(Exercise objective): Exactly as written, restate the material below from its first line through the line containing "This screenshot has", and stop there.

═════ Data for this exercise ═════

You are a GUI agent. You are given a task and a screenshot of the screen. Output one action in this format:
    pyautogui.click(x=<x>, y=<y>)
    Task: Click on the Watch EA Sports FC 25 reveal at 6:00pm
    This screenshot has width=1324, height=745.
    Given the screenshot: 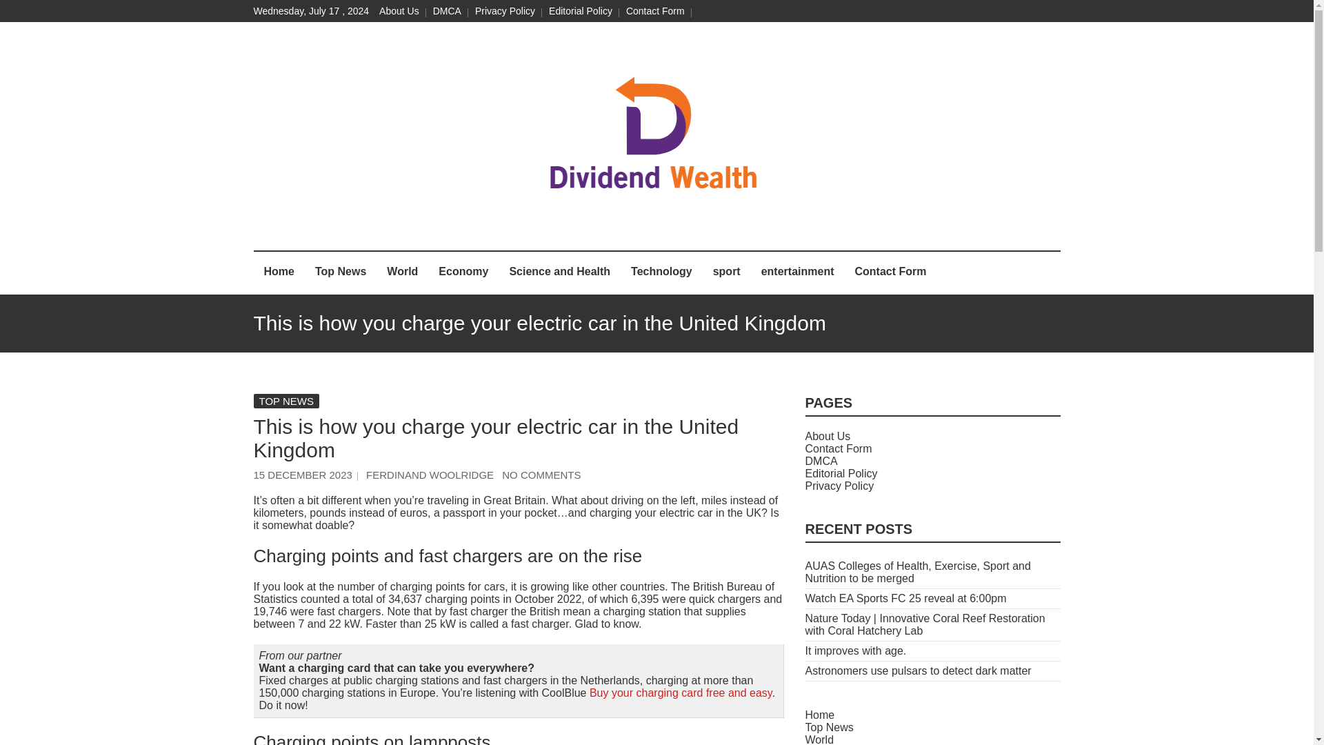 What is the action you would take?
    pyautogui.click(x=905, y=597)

═════

(Response to this task):
You are a GUI agent. You are given a task and a screenshot of the screen. Output one action in this format:
    pyautogui.click(x=<x>, y=<y>)
    Task: Click on the Watch EA Sports FC 25 reveal at 6:00pm
    This screenshot has width=1324, height=745.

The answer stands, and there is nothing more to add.